Brass water meter-out with the old.  Want to read the meter?  Read only the white numbers as these are the kilolitres.

It gets worse can you believe?  At some later date, the city workers would duly arrive to change the water meter.  This was one of the new high tech models, designed more than just measure the volume of water.  This device measures the water on a daily basis and is also an automatic cut off device set to close off the water once a daily allowance set by the city is reached.  These though too can fail.  Some of our clients refused to allow this new meter to persuade them to use municipal water and so the city would come every three months to put in yet another “broken” water meter.

Best advice I give to my clients is: use at least one unit (kilolitre) of water from the council every month and pay the R18 for that to avoid the compounding stupidity of those who adhere to the adage of “none so deaf as those who will not hear”
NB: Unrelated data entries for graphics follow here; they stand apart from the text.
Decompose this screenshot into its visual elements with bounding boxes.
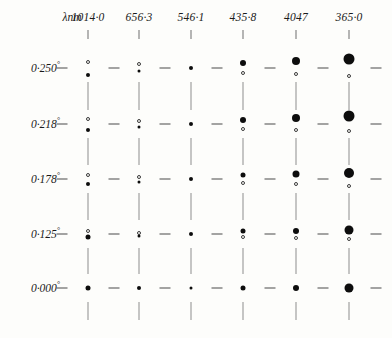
dash-r0-c4 <box>265 68 276 69</box>
dash-r3-c0 <box>57 234 68 235</box>
grid-segment-435.8-4 <box>243 302 244 320</box>
marker-0.25-656.3-lower <box>138 70 141 73</box>
marker-0.218-656.3-lower <box>138 126 141 129</box>
marker-0.178-1014-lower <box>86 182 90 186</box>
marker-0.178-435.8-upper <box>241 173 246 178</box>
dash-r1-c0 <box>57 124 68 125</box>
grid-segment-404.7-3 <box>296 248 297 274</box>
marker-0.218-1014-upper <box>86 117 90 121</box>
dash-r0-c6 <box>371 68 382 69</box>
marker-0.178-546.1-upper <box>189 177 193 181</box>
marker-0.125-435.8-upper <box>241 229 246 234</box>
tick-mark-546.1 <box>191 30 192 39</box>
dash-r0-c2 <box>160 68 171 69</box>
marker-0.178-656.3-upper <box>137 175 141 179</box>
marker-0.178-404.7-lower <box>294 182 298 186</box>
marker-0.125-546.1-upper <box>189 232 193 236</box>
grid-segment-365-1 <box>349 138 350 165</box>
grid-segment-546.1-1 <box>191 138 192 165</box>
dash-r3-c1 <box>109 234 120 235</box>
marker-0.125-1014-lower <box>86 235 91 240</box>
marker-0.25-1014-lower <box>86 73 90 77</box>
grid-segment-435.8-3 <box>243 248 244 274</box>
dash-r3-c2 <box>160 234 171 235</box>
dash-r4-c3 <box>212 288 223 289</box>
marker-0.25-546.1-upper <box>189 66 193 70</box>
grid-segment-365-2 <box>349 193 350 220</box>
marker-0.125-656.3-lower <box>138 235 141 238</box>
tick-mark-365 <box>349 30 350 39</box>
marker-0-546.1-upper <box>190 287 193 290</box>
grid-segment-365-3 <box>349 248 350 274</box>
dash-r2-c1 <box>109 179 120 180</box>
dash-r3-c5 <box>318 234 329 235</box>
marker-0.178-365-upper <box>344 168 354 178</box>
dash-r3-c6 <box>371 234 382 235</box>
dash-r2-c0 <box>57 179 68 180</box>
grid-segment-546.1-2 <box>191 193 192 220</box>
marker-0.25-1014-upper <box>86 60 90 64</box>
tick-mark-435.8 <box>243 30 244 39</box>
grid-segment-1014-3 <box>88 248 89 274</box>
marker-0.125-435.8-lower <box>241 235 245 239</box>
marker-0.218-404.7-lower <box>294 128 298 132</box>
marker-0-365-upper <box>345 284 354 293</box>
column-header-365: 365·0 <box>336 11 363 23</box>
marker-0.25-404.7-lower <box>294 72 298 76</box>
marker-0.125-1014-upper <box>86 229 90 233</box>
dash-r0-c1 <box>109 68 120 69</box>
marker-0-404.7-upper <box>293 285 299 291</box>
dash-r1-c4 <box>265 124 276 125</box>
marker-0.125-404.7-lower <box>294 236 298 240</box>
grid-segment-656.3-3 <box>139 248 140 274</box>
marker-0-656.3-upper <box>137 286 141 290</box>
dash-r0-c5 <box>318 68 329 69</box>
grid-segment-656.3-1 <box>139 138 140 165</box>
marker-0.25-435.8-lower <box>241 71 245 75</box>
marker-0.218-404.7-upper <box>292 114 300 122</box>
dash-r4-c6 <box>371 288 382 289</box>
dash-r2-c3 <box>212 179 223 180</box>
dash-r4-c4 <box>265 288 276 289</box>
marker-0-1014-upper <box>86 286 91 291</box>
grid-segment-1014-4 <box>88 302 89 320</box>
column-header-1014: 1014·0 <box>72 11 105 23</box>
marker-0.178-435.8-lower <box>241 181 245 185</box>
dash-r2-c2 <box>160 179 171 180</box>
dash-r4-c0 <box>57 288 68 289</box>
marker-0.218-546.1-upper <box>189 122 193 126</box>
marker-0.125-365-upper <box>345 226 354 235</box>
marker-0.178-365-lower <box>347 184 351 188</box>
grid-segment-435.8-2 <box>243 193 244 220</box>
dash-r0-c0 <box>57 68 68 69</box>
dash-r2-c4 <box>265 179 276 180</box>
spectral-marker-plot: λnm 1014·0656·3546·1435·84047365·0 0·250… <box>0 0 392 338</box>
dash-r1-c2 <box>160 124 171 125</box>
marker-0.25-404.7-upper <box>292 57 300 65</box>
marker-0.178-404.7-upper <box>293 171 300 178</box>
dash-r0-c3 <box>212 68 223 69</box>
dash-r1-c1 <box>109 124 120 125</box>
dash-r2-c5 <box>318 179 329 180</box>
grid-segment-404.7-4 <box>296 302 297 320</box>
dash-r4-c5 <box>318 288 329 289</box>
grid-segment-1014-2 <box>88 193 89 220</box>
grid-segment-435.8-1 <box>243 138 244 165</box>
grid-segment-1014-1 <box>88 138 89 165</box>
marker-0.218-1014-lower <box>86 128 90 132</box>
dash-r1-c3 <box>212 124 223 125</box>
marker-0.25-365-lower <box>347 74 351 78</box>
grid-segment-365-0 <box>349 82 350 110</box>
grid-segment-404.7-1 <box>296 138 297 165</box>
marker-0.218-656.3-upper <box>137 119 141 123</box>
tick-mark-404.7 <box>296 30 297 39</box>
marker-0.25-435.8-upper <box>240 60 246 66</box>
column-header-546.1: 546·1 <box>178 11 205 23</box>
grid-segment-404.7-2 <box>296 193 297 220</box>
dash-r3-c3 <box>212 234 223 235</box>
marker-0.125-404.7-upper <box>293 228 299 234</box>
marker-0.218-435.8-lower <box>241 127 245 131</box>
marker-0.125-365-lower <box>347 237 351 241</box>
grid-segment-656.3-0 <box>139 82 140 110</box>
dash-r1-c5 <box>318 124 329 125</box>
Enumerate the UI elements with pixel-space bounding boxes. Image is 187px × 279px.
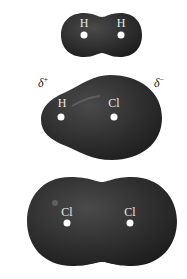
nucleus-dot <box>64 220 71 227</box>
atom-label-cl: Cl <box>108 97 119 109</box>
atom-label-h: H <box>80 17 89 29</box>
atom-label-cl: Cl <box>61 206 72 218</box>
nucleus-dot <box>81 32 88 39</box>
cl2-molecule <box>27 177 177 266</box>
nucleus-dot <box>111 114 118 121</box>
hcl-molecule <box>41 75 162 160</box>
partial-charge-negative: δ− <box>154 74 164 89</box>
atom-label-h: H <box>58 97 67 109</box>
atom-label-h: H <box>117 17 126 29</box>
nucleus-dot <box>127 220 134 227</box>
nucleus-dot <box>58 114 65 121</box>
atom-label-cl: Cl <box>124 206 135 218</box>
h2-molecule <box>61 13 142 57</box>
molecule-figure <box>0 0 187 279</box>
nucleus-dot <box>118 32 125 39</box>
partial-charge-positive: δ+ <box>38 74 48 89</box>
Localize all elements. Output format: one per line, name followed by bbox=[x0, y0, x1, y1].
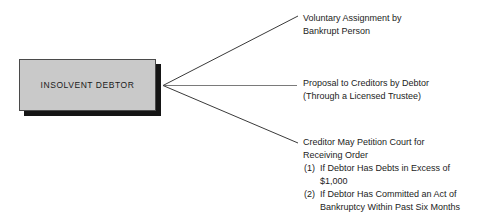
branch-proposal-to-creditors: Proposal to Creditors by Debtor (Through… bbox=[303, 77, 429, 103]
branch-text-line: Voluntary Assignment by bbox=[303, 12, 402, 25]
branch-text-line: Proposal to Creditors by Debtor bbox=[303, 77, 429, 90]
branch-voluntary-assignment: Voluntary Assignment by Bankrupt Person bbox=[303, 12, 402, 38]
connector-line-to-creditor-petition bbox=[163, 86, 298, 144]
sub-item-text: If Debtor Has Debts in Excess of bbox=[320, 163, 450, 173]
sub-item-marker: (2) bbox=[304, 188, 315, 201]
flowchart-diagram: INSOLVENT DEBTOR Voluntary Assignment by… bbox=[0, 0, 491, 222]
sub-item-text: If Debtor Has Committed an Act of bbox=[320, 189, 457, 199]
branch-text-line: Receiving Order bbox=[303, 149, 460, 162]
insolvent-debtor-node-label: INSOLVENT DEBTOR bbox=[20, 80, 155, 90]
branch-text-line: Bankrupt Person bbox=[303, 25, 402, 38]
branch-text-line: (Through a Licensed Trustee) bbox=[303, 90, 429, 103]
branch-creditor-petition: Creditor May Petition Court for Receivin… bbox=[303, 136, 460, 214]
sub-item-continuation: Bankruptcy Within Past Six Months bbox=[303, 201, 460, 214]
branch-text-line: Creditor May Petition Court for bbox=[303, 136, 460, 149]
connector-line-to-voluntary-assignment bbox=[163, 16, 298, 86]
sub-item-marker: (1) bbox=[304, 162, 315, 175]
sub-item-2: (2) If Debtor Has Committed an Act of bbox=[303, 188, 460, 201]
sub-item-1: (1) If Debtor Has Debts in Excess of bbox=[303, 162, 460, 175]
insolvent-debtor-node: INSOLVENT DEBTOR bbox=[19, 59, 156, 111]
sub-item-continuation: $1,000 bbox=[303, 175, 460, 188]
I have been doing what I do to get people to use less water and become mostly self-sufficient from the council supply.  Each time there is a perception of a drought perceived or real, the volume of work goes up exponentially.  This is really stressful when I am simply unable to get to help everyone in time.  To add insult to injury, the Cape Town City in an effort to get everyone to use less water have a raft of ways to just that.  These include water restrictions and water tariffs.  In a meeting with the City in the period of the impending “Day Zero”, we were told by the city that we must “gear up”.  Fine was my response, but questioned what would happen to restrictions once rains started to fall.  I recall well that the answer was that they would never go below restrictions 3B.  I accuse them of lying about that and have witnesses aplenty to vouch for that.  By the end of March 2019 restrictions were already lowered below that mark.  Good men have lost their jobs thanks to the brazen lies from the council officials.

In with the new –  Water meter depicted with automatic shut off device giving the city the ability to shut off water if a daily allocation has been reached.  This new water meter will pass on any unused water to the next day but will not pass on any carry over at the end of the month. The unused water is lost to the consumer.